Through Averbach’s astute and animated writing, the reader learns, along with Deena, about the emptiness of striving for material comforts at the expense of meaning, authenticity, and love. This is a spiritual book that critiques materialism and strict, formal constructs like Orthodox Judaism, and champions living life from a place of connection and freedom of spirit.

I was especially drawn in by last third of the book, in which Deena confronts her past, meets Raisa, and learns about what really matters in life. The Deena we find at the story’s conclusion is more likeable than the one we met at the beginning. She has learned to embrace life as it comes, rather than try to control what she can’t.
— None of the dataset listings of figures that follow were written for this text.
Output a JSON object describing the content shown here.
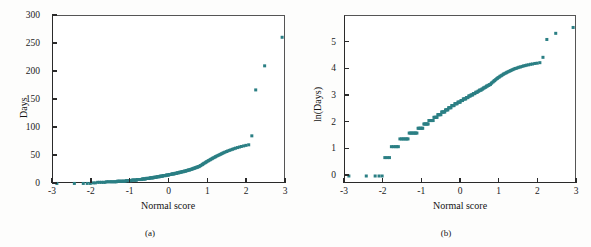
{
  "figure": {
    "background_color": "#fdfdfc",
    "marker_color": "#2b7f84",
    "axis_color": "#2a2a2a",
    "panel_a_caption": "(a)",
    "panel_b_caption": "(b)"
  },
  "chart_data": [
    {
      "type": "scatter",
      "title": "",
      "panel": "(a)",
      "xlabel": "Normal score",
      "ylabel": "Days",
      "xlim": [
        -3,
        3
      ],
      "ylim": [
        0,
        300
      ],
      "xticks": [
        -3,
        -2,
        -1,
        0,
        1,
        2,
        3
      ],
      "xtick_labels": [
        "-3",
        "-2",
        "-1",
        "0",
        "1",
        "2",
        "3"
      ],
      "yticks": [
        0,
        50,
        100,
        150,
        200,
        250,
        300
      ],
      "ytick_labels": [
        "0",
        "50",
        "100",
        "150",
        "200",
        "250",
        "300"
      ],
      "grid": false,
      "legend": "none",
      "marker": "square",
      "marker_color": "#2b7f84",
      "x": [
        -2.9,
        -2.45,
        -2.22,
        -2.12,
        -2.04,
        -1.97,
        -1.91,
        -1.85,
        -1.8,
        -1.75,
        -1.7,
        -1.66,
        -1.62,
        -1.58,
        -1.54,
        -1.5,
        -1.47,
        -1.43,
        -1.4,
        -1.37,
        -1.34,
        -1.31,
        -1.28,
        -1.25,
        -1.22,
        -1.19,
        -1.17,
        -1.14,
        -1.11,
        -1.09,
        -1.06,
        -1.04,
        -1.01,
        -0.99,
        -0.96,
        -0.94,
        -0.92,
        -0.89,
        -0.87,
        -0.85,
        -0.83,
        -0.8,
        -0.78,
        -0.76,
        -0.74,
        -0.72,
        -0.7,
        -0.68,
        -0.66,
        -0.64,
        -0.62,
        -0.6,
        -0.58,
        -0.56,
        -0.54,
        -0.52,
        -0.5,
        -0.48,
        -0.46,
        -0.44,
        -0.42,
        -0.4,
        -0.38,
        -0.36,
        -0.34,
        -0.32,
        -0.3,
        -0.28,
        -0.26,
        -0.24,
        -0.22,
        -0.2,
        -0.18,
        -0.16,
        -0.14,
        -0.12,
        -0.1,
        -0.08,
        -0.06,
        -0.04,
        -0.02,
        0.0,
        0.02,
        0.04,
        0.06,
        0.08,
        0.1,
        0.12,
        0.14,
        0.16,
        0.18,
        0.2,
        0.22,
        0.24,
        0.26,
        0.28,
        0.3,
        0.32,
        0.34,
        0.36,
        0.38,
        0.4,
        0.42,
        0.44,
        0.46,
        0.48,
        0.5,
        0.52,
        0.54,
        0.56,
        0.58,
        0.6,
        0.62,
        0.64,
        0.66,
        0.68,
        0.7,
        0.72,
        0.74,
        0.76,
        0.78,
        0.8,
        0.83,
        0.85,
        0.87,
        0.89,
        0.92,
        0.94,
        0.96,
        0.99,
        1.01,
        1.04,
        1.06,
        1.09,
        1.11,
        1.14,
        1.17,
        1.19,
        1.22,
        1.25,
        1.28,
        1.31,
        1.34,
        1.37,
        1.4,
        1.43,
        1.47,
        1.5,
        1.54,
        1.58,
        1.62,
        1.66,
        1.7,
        1.75,
        1.8,
        1.85,
        1.91,
        1.97,
        2.04,
        2.12,
        2.22,
        2.45,
        2.9
      ],
      "y": [
        1,
        1,
        1,
        1,
        1,
        2,
        2,
        3,
        3,
        3,
        3,
        3,
        4,
        4,
        4,
        4,
        4,
        4,
        4,
        4,
        5,
        5,
        5,
        5,
        5,
        5,
        5,
        5,
        6,
        6,
        6,
        6,
        6,
        6,
        7,
        7,
        7,
        7,
        7,
        7,
        8,
        8,
        8,
        8,
        8,
        8,
        9,
        9,
        9,
        9,
        9,
        10,
        10,
        10,
        10,
        10,
        11,
        11,
        11,
        11,
        11,
        12,
        12,
        12,
        12,
        13,
        13,
        13,
        13,
        14,
        14,
        14,
        14,
        15,
        15,
        15,
        15,
        16,
        16,
        16,
        16,
        17,
        17,
        17,
        18,
        18,
        18,
        18,
        19,
        19,
        19,
        20,
        20,
        20,
        21,
        21,
        21,
        22,
        22,
        22,
        23,
        23,
        23,
        24,
        24,
        25,
        25,
        25,
        26,
        26,
        27,
        27,
        28,
        28,
        29,
        29,
        30,
        30,
        31,
        31,
        32,
        33,
        34,
        35,
        36,
        37,
        38,
        39,
        40,
        41,
        42,
        43,
        44,
        45,
        46,
        47,
        48,
        49,
        50,
        51,
        52,
        53,
        54,
        55,
        56,
        57,
        58,
        59,
        60,
        61,
        62,
        63,
        64,
        65,
        66,
        67,
        68,
        69,
        70,
        86,
        168,
        211,
        262
      ]
    },
    {
      "type": "scatter",
      "title": "",
      "panel": "(b)",
      "xlabel": "Normal score",
      "ylabel": "ln(Days)",
      "xlim": [
        -3,
        3
      ],
      "ylim": [
        -0.3,
        6.0
      ],
      "xticks": [
        -3,
        -2,
        -1,
        0,
        1,
        2,
        3
      ],
      "xtick_labels": [
        "-3",
        "-2",
        "-1",
        "0",
        "1",
        "2",
        "3"
      ],
      "yticks": [
        0,
        1,
        2,
        3,
        4,
        5
      ],
      "ytick_labels": [
        "0",
        "1",
        "2",
        "3",
        "4",
        "5"
      ],
      "grid": false,
      "legend": "none",
      "marker": "square",
      "marker_color": "#2b7f84",
      "x": [
        -2.9,
        -2.45,
        -2.22,
        -2.12,
        -2.04,
        -1.97,
        -1.91,
        -1.85,
        -1.8,
        -1.75,
        -1.7,
        -1.66,
        -1.62,
        -1.58,
        -1.54,
        -1.5,
        -1.47,
        -1.43,
        -1.4,
        -1.37,
        -1.34,
        -1.31,
        -1.28,
        -1.25,
        -1.22,
        -1.19,
        -1.17,
        -1.14,
        -1.11,
        -1.09,
        -1.06,
        -1.04,
        -1.01,
        -0.99,
        -0.96,
        -0.94,
        -0.92,
        -0.89,
        -0.87,
        -0.85,
        -0.83,
        -0.8,
        -0.78,
        -0.76,
        -0.74,
        -0.72,
        -0.7,
        -0.68,
        -0.66,
        -0.64,
        -0.62,
        -0.6,
        -0.58,
        -0.56,
        -0.54,
        -0.52,
        -0.5,
        -0.48,
        -0.46,
        -0.44,
        -0.42,
        -0.4,
        -0.38,
        -0.36,
        -0.34,
        -0.32,
        -0.3,
        -0.28,
        -0.26,
        -0.24,
        -0.22,
        -0.2,
        -0.18,
        -0.16,
        -0.14,
        -0.12,
        -0.1,
        -0.08,
        -0.06,
        -0.04,
        -0.02,
        0.0,
        0.02,
        0.04,
        0.06,
        0.08,
        0.1,
        0.12,
        0.14,
        0.16,
        0.18,
        0.2,
        0.22,
        0.24,
        0.26,
        0.28,
        0.3,
        0.32,
        0.34,
        0.36,
        0.38,
        0.4,
        0.42,
        0.44,
        0.46,
        0.48,
        0.5,
        0.52,
        0.54,
        0.56,
        0.58,
        0.6,
        0.62,
        0.64,
        0.66,
        0.68,
        0.7,
        0.72,
        0.74,
        0.76,
        0.78,
        0.8,
        0.83,
        0.85,
        0.87,
        0.89,
        0.92,
        0.94,
        0.96,
        0.99,
        1.01,
        1.04,
        1.06,
        1.09,
        1.11,
        1.14,
        1.17,
        1.19,
        1.22,
        1.25,
        1.28,
        1.31,
        1.34,
        1.37,
        1.4,
        1.43,
        1.47,
        1.5,
        1.54,
        1.58,
        1.62,
        1.66,
        1.7,
        1.75,
        1.8,
        1.85,
        1.91,
        1.97,
        2.04,
        2.12,
        2.22,
        2.45,
        2.9
      ],
      "y": [
        0.0,
        0.0,
        0.0,
        0.0,
        0.0,
        0.69,
        0.69,
        0.69,
        1.1,
        1.1,
        1.1,
        1.1,
        1.1,
        1.39,
        1.39,
        1.39,
        1.39,
        1.39,
        1.39,
        1.39,
        1.61,
        1.61,
        1.61,
        1.61,
        1.61,
        1.61,
        1.61,
        1.61,
        1.79,
        1.79,
        1.79,
        1.79,
        1.79,
        1.79,
        1.95,
        1.95,
        1.95,
        1.95,
        1.95,
        1.95,
        2.08,
        2.08,
        2.08,
        2.08,
        2.08,
        2.08,
        2.2,
        2.2,
        2.2,
        2.2,
        2.2,
        2.3,
        2.3,
        2.3,
        2.3,
        2.3,
        2.4,
        2.4,
        2.4,
        2.4,
        2.4,
        2.48,
        2.48,
        2.48,
        2.48,
        2.56,
        2.56,
        2.56,
        2.56,
        2.64,
        2.64,
        2.64,
        2.64,
        2.71,
        2.71,
        2.71,
        2.71,
        2.77,
        2.77,
        2.77,
        2.77,
        2.83,
        2.83,
        2.83,
        2.89,
        2.89,
        2.89,
        2.89,
        2.94,
        2.94,
        2.94,
        3.0,
        3.0,
        3.0,
        3.04,
        3.04,
        3.04,
        3.09,
        3.09,
        3.09,
        3.14,
        3.14,
        3.14,
        3.18,
        3.18,
        3.22,
        3.22,
        3.22,
        3.26,
        3.26,
        3.3,
        3.3,
        3.33,
        3.33,
        3.37,
        3.37,
        3.4,
        3.4,
        3.43,
        3.43,
        3.47,
        3.5,
        3.53,
        3.56,
        3.58,
        3.61,
        3.64,
        3.66,
        3.69,
        3.71,
        3.74,
        3.76,
        3.78,
        3.81,
        3.83,
        3.85,
        3.87,
        3.89,
        3.91,
        3.93,
        3.95,
        3.97,
        3.99,
        4.01,
        4.03,
        4.04,
        4.06,
        4.08,
        4.09,
        4.11,
        4.13,
        4.14,
        4.16,
        4.17,
        4.19,
        4.2,
        4.22,
        4.23,
        4.25,
        4.45,
        5.12,
        5.35,
        5.57
      ]
    }
  ]
}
She discovers, too, that her mother has changed over the intervening years, so that the two women are finally able to find common ground. Rain realizes what she has lost by cutting herself off from tradition and mainstream society, while Deena reckons with the price of prioritizing financial security, predictability and stability over compassion and human connection.

The end of the novel is beautiful and poignant and Deena, and the reader, are left with the resonance of important life lessons: The best things in life are free, the only thing we can count on in life is change, and sometimes in order to find oneself one must first get lost.

Haviva Ner-David is a writer and rabbi whose rabbinic work includes mikveh ceremonies and spiritual companioning (with a specialty in dreamwork). Her third spiritual journey memoir, Dreaming Against the Current: A Rabbi's Soul Journey, about her journey from Orthodox feminist to post-denominational interspiritual rabbi-minister, came out in December 2021, and her debut novel, Hope Valley (reviewed in the last issue of Reading Jewish Fiction), about the friendship between a Palestinian-Israeli and Jewish-Israeli woman in Galilee, came out in April 2021. Haviva has seven children and lives with FSHD, a form of muscular dystrophy, which has been one of her biggest teachers.